I think it would be nice to have the option to hyperlink with different text showing, like any basic HTML hyperlinking. Like I can even do in this forum if I needed to.
Visually, having the url just there isn’t appealing.
It’s simple Bill. In the age of the internet, we want an URL in a text field. This is about the simplest thing you could ever ask of a web based product. Albeit an extremely limited product…
Indeed, I totally agree. However, I am only offering the community insight about a relatively useful approach to overcome this essential [web link] requirement that has been asked for and addressed by many apps since what - late 1997?
It’s not as if the separation of URLs and link names is a new thing, right? In fact, to put this into perspective, it’s very likely that this basic [web] concept was possible before the Airtable developers were born.
It is, and this specific request was initially created in 2016, so it’s coming up on half-a-decade. No reasonable and common feature expectation should be allowed to languish for a half-decade which is roughly the equivalent of 35 Internet years.
What’s the Problem?
My hypothesis is that this feature is challenging for the Airtable team because of some early architectural choices. Have you often wondered why so many Airtable apps suffer from formula field bloat? (i.e., multiple formula fields that serve to create intermediate or final values from other field values)
Unlike the vast majority of spreadsheet apps where multiple property layers make it possible for a single cell to have both a formula and a value, Airtable doesn’t support this design. And I believe that the inability to store a URL with a link name and render it with grace and beauty is because of this design limitation.
But even if my assessment is accurate, we can’t broadly indict Airtable for making this design choice any more than we can assume they aren’t doing something about it as we chat. This, and many other seemingly obvious requirements, happen in all products and tend to wane as the product and the customer base matures.

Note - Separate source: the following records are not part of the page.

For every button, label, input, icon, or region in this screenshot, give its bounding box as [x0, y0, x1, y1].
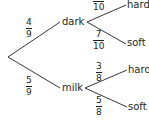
prob-milk-hard-denominator: 8 — [96, 74, 102, 83]
prob-dark-hard-denominator: 10 — [93, 3, 104, 12]
leaf-milk-soft: soft — [128, 102, 147, 112]
branch-root-dark — [8, 22, 60, 57]
prob-dark-denominator: 9 — [26, 30, 32, 39]
prob-milk: 5 9 — [26, 76, 32, 97]
prob-milk-numerator: 5 — [26, 76, 32, 85]
branch-root-milk — [8, 57, 60, 88]
leaf-dark-hard: hard — [127, 0, 149, 10]
prob-dark-soft-denominator: 10 — [93, 42, 104, 51]
branch-milk-hard — [85, 70, 127, 88]
prob-dark-soft-numerator: 7 — [96, 30, 102, 39]
prob-dark: 4 9 — [26, 18, 32, 39]
branch-milk-soft — [85, 88, 127, 107]
node-milk: milk — [62, 83, 83, 93]
leaf-dark-soft: soft — [127, 38, 146, 48]
prob-dark-numerator: 4 — [26, 18, 32, 27]
prob-milk-soft-denominator: 8 — [96, 108, 102, 117]
leaf-milk-hard: hard — [128, 65, 149, 75]
node-dark: dark — [62, 17, 84, 27]
prob-dark-hard: 3 10 — [93, 0, 104, 12]
prob-milk-soft-numerator: 5 — [96, 96, 102, 105]
prob-dark-soft: 7 10 — [93, 30, 104, 51]
prob-milk-hard: 3 8 — [96, 62, 102, 83]
prob-milk-denominator: 9 — [26, 88, 32, 97]
prob-milk-soft: 5 8 — [96, 96, 102, 117]
prob-milk-hard-numerator: 3 — [96, 62, 102, 71]
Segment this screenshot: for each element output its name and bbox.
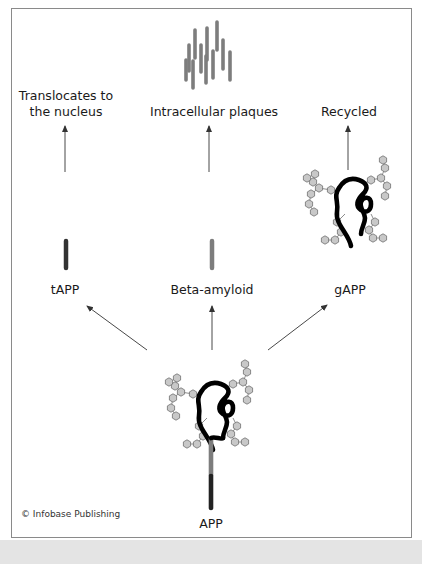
arrow-app-to-gapp	[268, 305, 327, 350]
nucleus-label: Translocates to the nucleus	[12, 88, 120, 120]
app-label: APP	[186, 516, 236, 532]
app-glycoprotein-icon	[165, 360, 252, 508]
recycled-label: Recycled	[310, 104, 388, 120]
copyright-credit: © Infobase Publishing	[21, 509, 120, 519]
arrow-app-to-tapp	[87, 306, 147, 350]
plaques-label: Intracellular plaques	[150, 104, 270, 120]
tapp-label: tAPP	[40, 282, 90, 298]
beta-amyloid-label: Beta-amyloid	[160, 282, 264, 298]
gapp-label: gAPP	[322, 282, 378, 298]
gapp-glycoprotein-icon	[303, 156, 390, 246]
nucleus-label-line2: the nucleus	[12, 104, 120, 120]
plaques-cluster-icon	[186, 22, 230, 88]
nucleus-label-line1: Translocates to	[12, 88, 120, 104]
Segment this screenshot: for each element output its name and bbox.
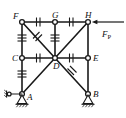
member-DH xyxy=(55,22,88,58)
support-B-ground-hatching xyxy=(82,105,93,108)
support-A-link-hatching xyxy=(4,90,6,97)
member-DA xyxy=(22,58,55,94)
label-A: A xyxy=(26,92,33,102)
truss-figure: F G H C D E A B FP xyxy=(0,0,126,118)
member-FD xyxy=(22,22,55,58)
label-H: H xyxy=(84,10,92,20)
label-D: D xyxy=(52,61,60,71)
support-A-pin-triangle xyxy=(17,95,27,104)
joint-F xyxy=(20,20,25,25)
joint-C xyxy=(20,56,25,61)
support-A-ground-hatching xyxy=(16,105,27,108)
label-F: F xyxy=(12,11,19,21)
label-B: B xyxy=(93,89,99,99)
truss-diagram-canvas: F G H C D E A B FP xyxy=(0,0,126,118)
support-B-pin-triangle xyxy=(83,95,93,104)
joint-G xyxy=(53,20,58,25)
load-label-subscript: P xyxy=(108,33,112,40)
label-E: E xyxy=(92,53,99,63)
label-G: G xyxy=(52,10,59,20)
tick-FD xyxy=(33,32,42,41)
load-arrow-FP xyxy=(92,20,124,24)
load-label-FP: FP xyxy=(101,29,112,40)
support-A-link-pin xyxy=(7,92,11,96)
label-C: C xyxy=(12,53,19,63)
joint-E xyxy=(86,56,91,61)
joint-D xyxy=(53,56,58,61)
joint-H xyxy=(86,20,91,25)
load-arrow-head xyxy=(92,20,98,24)
support-A xyxy=(4,90,28,107)
member-DB xyxy=(55,58,88,94)
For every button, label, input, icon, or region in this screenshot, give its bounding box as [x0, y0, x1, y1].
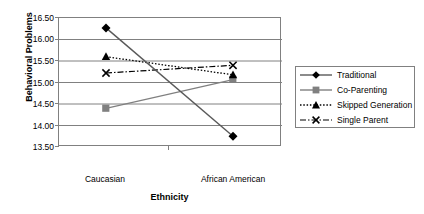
y-tick-label: 14.50 [24, 99, 54, 109]
x-tick-label: African American [185, 174, 281, 184]
legend-key-single-parent [299, 113, 333, 127]
y-tick-label: 16.00 [24, 34, 54, 44]
legend-key-skipped-generation [299, 98, 333, 112]
legend-key-traditional [299, 68, 333, 82]
y-tick-label: 14.00 [24, 121, 54, 131]
marker-triangle [102, 52, 110, 60]
y-tick-label: 16.50 [24, 13, 54, 23]
plot-area [58, 17, 281, 146]
y-tick-label: 15.00 [24, 78, 54, 88]
legend-item-skipped-generation: Skipped Generation [296, 97, 414, 112]
chart-legend: Traditional Co-Parenting Skipped Generat… [295, 66, 415, 128]
x-axis-title: Ethnicity [58, 192, 281, 202]
chart-canvas [59, 18, 282, 147]
chart-figure: Behavioral Problems 16.50 16.00 15.50 15… [0, 0, 424, 214]
x-tick-mark [168, 146, 169, 150]
series-line-skipped-generation [102, 52, 237, 78]
series-line-single-parent [102, 62, 236, 77]
legend-key-co-parenting [299, 83, 333, 97]
legend-label: Skipped Generation [333, 100, 412, 110]
legend-item-traditional: Traditional [296, 67, 414, 82]
y-axis-tick-labels: 16.50 16.00 15.50 15.00 14.50 14.00 13.5… [20, 0, 54, 214]
marker-cross-x [229, 62, 236, 69]
y-tick-label: 15.50 [24, 56, 54, 66]
y-tick-label: 13.50 [24, 142, 54, 152]
legend-item-co-parenting: Co-Parenting [296, 82, 414, 97]
legend-label: Single Parent [333, 115, 388, 125]
legend-label: Traditional [333, 70, 376, 80]
legend-label: Co-Parenting [333, 85, 387, 95]
marker-triangle [229, 70, 237, 78]
legend-item-single-parent: Single Parent [296, 112, 414, 127]
x-tick-label: Caucasian [75, 174, 135, 184]
marker-square [102, 105, 109, 112]
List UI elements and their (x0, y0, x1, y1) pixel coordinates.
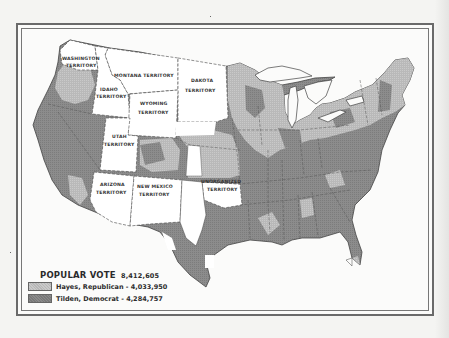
territory-arizona (90, 172, 134, 226)
lake-superior (255, 66, 312, 82)
unshaded-area-nebraska (176, 122, 216, 136)
label-new-mexico-territory: NEW MEXICO (137, 184, 173, 189)
svg-text:TERRITORY: TERRITORY (207, 187, 238, 192)
label-washington-territory: WASHINGTON (62, 56, 100, 61)
legend-label-hayes: Hayes, Republican - 4,033,950 (56, 283, 167, 291)
label-wyoming-territory: WYOMING (140, 101, 167, 106)
tilden-swatch (28, 294, 52, 303)
label-utah-territory: UTAH (112, 134, 127, 139)
label-dakota-territory: DAKOTA (191, 78, 213, 83)
hayes-patch (300, 198, 314, 218)
gulf-lagoon-florida (346, 258, 352, 266)
hayes-swatch (28, 282, 52, 291)
label-unorganized-territory: UNORGANIZED (201, 179, 241, 184)
legend-title: POPULAR VOTE 8,412,605 (40, 270, 167, 280)
tilden-patch (378, 80, 392, 112)
svg-text:TERRITORY: TERRITORY (138, 110, 169, 115)
svg-text:TERRITORY: TERRITORY (66, 63, 97, 68)
svg-text:TERRITORY: TERRITORY (96, 94, 127, 99)
territory-west-kansas-unshaded (186, 145, 202, 176)
label-montana-territory: MONTANA TERRITORY (114, 73, 174, 78)
legend-item-hayes: Hayes, Republican - 4,033,950 (28, 281, 167, 292)
legend-title-text: POPULAR VOTE (40, 270, 116, 280)
label-idaho-territory: IDAHO (100, 87, 118, 92)
legend: POPULAR VOTE 8,412,605 Hayes, Republican… (28, 270, 167, 304)
lake-michigan (288, 86, 298, 128)
svg-text:TERRITORY: TERRITORY (139, 192, 170, 197)
legend-label-tilden: Tilden, Democrat - 4,284,757 (56, 295, 163, 303)
legend-total-votes: 8,412,605 (121, 272, 159, 280)
unshaded-texas-patch (205, 255, 214, 268)
svg-text:TERRITORY: TERRITORY (104, 142, 135, 147)
legend-item-tilden: Tilden, Democrat - 4,284,757 (28, 293, 167, 304)
label-arizona-territory: ARIZONA (100, 182, 125, 187)
svg-text:TERRITORY: TERRITORY (185, 88, 216, 93)
svg-text:TERRITORY: TERRITORY (96, 190, 127, 195)
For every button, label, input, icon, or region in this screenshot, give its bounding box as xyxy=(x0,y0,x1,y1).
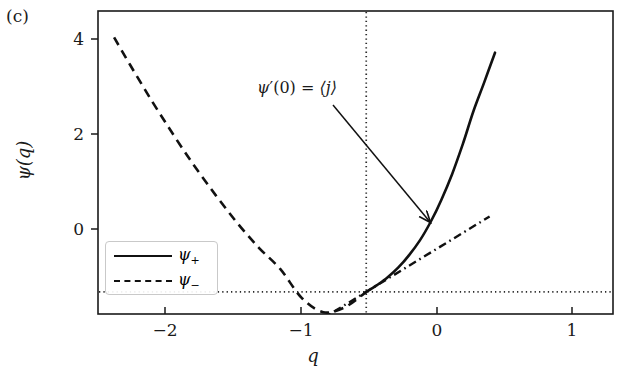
y-axis-label: ψ(q) xyxy=(13,116,34,206)
chart-plot-area xyxy=(0,0,626,374)
ytick-label-0: 0 xyxy=(58,219,84,239)
legend-sample-dashed xyxy=(114,280,172,282)
legend-psi-sub-0: + xyxy=(191,254,200,267)
legend-psi-base-0: ψ xyxy=(178,245,191,264)
figure-panel-c: (c) xyxy=(0,0,626,374)
legend-label-psi-minus: ψ− xyxy=(178,270,200,292)
annotation-expectation: ⟨j⟩ xyxy=(319,78,336,97)
legend-sample-solid xyxy=(114,255,172,257)
legend-entry-psi-plus: ψ+ xyxy=(106,242,219,269)
xtick-label--2: −2 xyxy=(147,320,183,340)
xtick-label-0: 0 xyxy=(419,320,455,340)
curve-psi-plus xyxy=(366,53,495,292)
legend-entry-psi-minus: ψ− xyxy=(106,267,219,294)
ytick-label-4: 4 xyxy=(58,29,84,49)
legend-psi-sub-1: − xyxy=(191,279,200,292)
annotation-text: ψ′(0) = ⟨j⟩ xyxy=(257,78,337,97)
annotation-arrow xyxy=(333,105,430,222)
annotation-arg: (0) xyxy=(273,78,296,97)
xtick-label--1: −1 xyxy=(283,320,319,340)
xtick-label-1: 1 xyxy=(554,320,590,340)
legend: ψ+ ψ− xyxy=(105,241,218,295)
legend-label-psi-plus: ψ+ xyxy=(178,245,200,267)
annotation-equals: = xyxy=(296,78,320,97)
ytick-label-2: 2 xyxy=(58,124,84,144)
legend-psi-base-1: ψ xyxy=(178,270,191,289)
x-axis-label: q xyxy=(0,345,626,366)
annotation-psi: ψ xyxy=(257,78,270,97)
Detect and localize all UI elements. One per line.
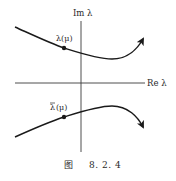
imaginary-axis-label: Im λ bbox=[73, 8, 93, 18]
lower-eigenvalue-label: λ (μ) bbox=[50, 103, 67, 112]
svg-text:λ: λ bbox=[50, 103, 55, 112]
caption-prefix: 图 bbox=[64, 160, 74, 170]
svg-text:(μ): (μ) bbox=[56, 103, 67, 112]
eigenvalue-path-figure: Im λ Re λ λ(μ) λ (μ) 图 8. 2. 4 bbox=[0, 0, 176, 181]
complex-plane-diagram: Im λ Re λ λ(μ) λ (μ) 图 8. 2. 4 bbox=[0, 0, 176, 181]
upper-eigenvalue-label: λ(μ) bbox=[56, 34, 73, 43]
lower-trajectory-curve bbox=[15, 106, 143, 137]
figure-caption: 图 8. 2. 4 bbox=[64, 160, 121, 170]
real-axis-label: Re λ bbox=[147, 78, 167, 88]
upper-trajectory-curve bbox=[15, 27, 143, 59]
lower-eigenvalue-point bbox=[62, 115, 66, 119]
caption-number: 8. 2. 4 bbox=[89, 160, 121, 170]
upper-eigenvalue-point bbox=[62, 46, 66, 50]
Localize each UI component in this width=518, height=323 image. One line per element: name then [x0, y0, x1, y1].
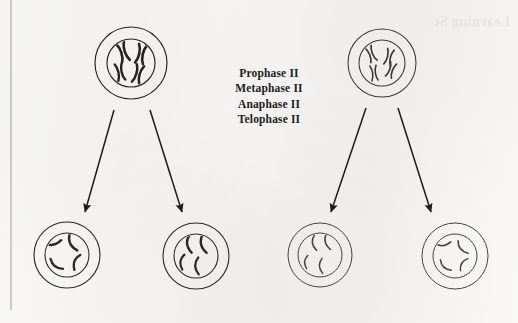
- nuclear-envelope: [433, 234, 477, 278]
- chromosome-duplicated: [384, 48, 394, 65]
- chromosome-set: [365, 45, 397, 81]
- nuclear-envelope: [45, 233, 89, 277]
- chromatid: [180, 254, 185, 269]
- chromatid: [323, 234, 331, 250]
- cell-membrane: [348, 29, 416, 97]
- arrow-parent-right-to-daughter-4: [398, 108, 431, 212]
- chromatid: [384, 48, 390, 64]
- chromosome-duplicated: [385, 62, 396, 78]
- chromosome-duplicated: [370, 65, 378, 81]
- chromatid: [435, 241, 451, 247]
- figure-canvas: Learning Sc Prophase II Metaphase II Ana…: [0, 0, 518, 323]
- phase-label-prophase-ii: Prophase II: [205, 66, 333, 81]
- chromosome-single: [72, 254, 80, 270]
- chromosome-single: [194, 257, 199, 274]
- arrow-parent-right-to-daughter-3: [331, 108, 366, 212]
- chromatid: [115, 64, 120, 81]
- chromosome-single: [311, 235, 317, 250]
- parent-cell-left: [95, 27, 167, 99]
- chromosome-single: [455, 241, 468, 255]
- chromosome-set: [304, 234, 331, 274]
- cell-membrane: [163, 223, 229, 289]
- chromatid: [455, 241, 468, 255]
- daughter-cell-1: [34, 222, 100, 288]
- cell-membrane: [422, 223, 488, 289]
- chromatid: [458, 257, 467, 271]
- chromosome-duplicated: [365, 45, 377, 62]
- parent-cell-right: [348, 29, 416, 97]
- chromatid: [370, 66, 374, 81]
- phase-label-anaphase-ii: Anaphase II: [205, 97, 333, 112]
- phase-label-metaphase-ii: Metaphase II: [205, 81, 333, 96]
- chromatid: [374, 65, 378, 80]
- chromosome-single: [323, 234, 331, 250]
- chromosome-single: [438, 260, 452, 272]
- chromosome-single: [186, 235, 193, 253]
- chromosome-duplicated: [116, 42, 129, 63]
- chromatid: [194, 257, 199, 274]
- arrow-parent-left-to-daughter-2: [150, 110, 182, 212]
- chromatid: [120, 63, 125, 80]
- chromosome-single: [66, 234, 78, 252]
- chromatid: [72, 254, 80, 270]
- phase-label-telophase-ii: Telophase II: [205, 112, 333, 127]
- chromatid: [319, 258, 324, 273]
- chromosome-duplicated: [115, 63, 126, 81]
- phase-label-list: Prophase II Metaphase II Anaphase II Tel…: [205, 66, 333, 128]
- meiosis-ii-diagram: [0, 0, 518, 323]
- chromosome-single: [180, 254, 185, 269]
- chromatid: [304, 255, 307, 268]
- daughter-cell-4: [422, 223, 488, 289]
- chromatid: [135, 44, 141, 63]
- chromatid: [141, 45, 147, 64]
- nuclear-envelope: [107, 39, 155, 87]
- chromosome-single: [319, 258, 324, 273]
- chromatid: [311, 235, 317, 250]
- arrow-parent-left-to-daughter-1: [85, 110, 114, 212]
- daughter-cell-2: [163, 223, 229, 289]
- daughter-cell-3: [288, 223, 352, 287]
- chromosome-single: [458, 257, 467, 271]
- chromosome-set: [435, 241, 469, 272]
- chromosome-set: [115, 42, 147, 84]
- cell-membrane: [34, 222, 100, 288]
- chromatid: [438, 260, 452, 272]
- nuclear-envelope: [359, 40, 405, 86]
- chromosome-set: [180, 234, 208, 274]
- chromosome-duplicated: [132, 64, 144, 83]
- chromosome-set: [44, 234, 80, 271]
- chromatid: [186, 235, 193, 253]
- chromosome-single: [435, 241, 451, 247]
- chromatid: [66, 234, 78, 252]
- cell-membrane: [95, 27, 167, 99]
- chromosome-single: [304, 255, 307, 268]
- chromosome-duplicated: [135, 44, 147, 64]
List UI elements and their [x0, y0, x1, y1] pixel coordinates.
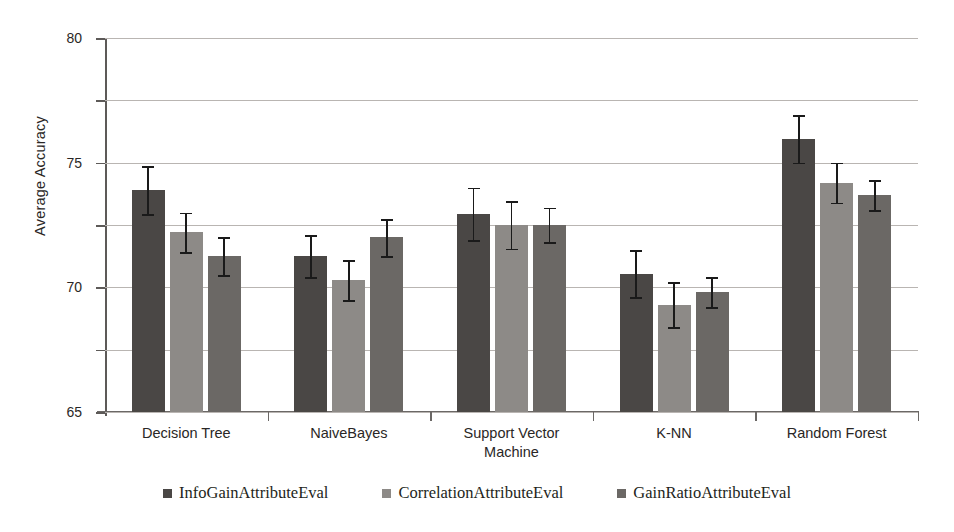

In the meantime, there are now a few remedies where there were none at all just 6 months ago. They’re not ideal remedies and they often require scripting in a “code-free” solution, a deep irony that does not escape my sense of humour.
Apparently you didn’t read my response or I wasn’t entirely clear in my prose. Airtable is actually more than five years old and they do support linked URLs as evidenced by my screen shots. I don’t build or support any Airtable solution that openly displays URLs unless specifically asked to do so by my clients.
I get it; you’re upset that Airtable doesn’t work like other products in the “sheets” genre; that’s a fair criticism that I fully agree with and stated as much. However, dredging up complaints from 2018 that are no longer completely accurate reflections about the current state of Airtable is not helpful to users or to encourage Airtable to do better.
Scandalous?
In the grand scheme of things that should be addressed in Airtable, this feature doesn’t even make the top 25. :winking_face: If lack of integrated and native support for embedded field is scandalous, half the stuff I delivered to clients last week should be on the front page of the Enquirer.
The real problem was that it wasn’t documented that URLs can be added by enabling a long text to with rich text formatting… This the enables full URL functionality. However, I couldn’t find a single reference in any support material explaining this…
Yep - this approach is not ideally documented to show these dependencies. But, rich-text implies embedded links which [then] implies the use of a [long] text field as if it were simply a smart [short] text field with embedded URL abilities. It’s the classic definition of a workaround, so it’s not surprising this is not fully documented.
What’s more surprising is Airtable 's markdown documentation doesn’t appear to reflect the actual behaviour of rich-text links.
I find that I am able to enter some Markdown formatting when typing text, such as bold, italic, lists, checkboxes, but not others.
I find that if I copy/paste text, Airtable does some behind-the-scenes processing to adjust Markdown code. For example, if I copy bold text from a rich text field and paste it in a different app, it won’t be bold in the other app. If I copy Markdown source text into a rich text field, the markdown syntax is escaped and shows up as plain text.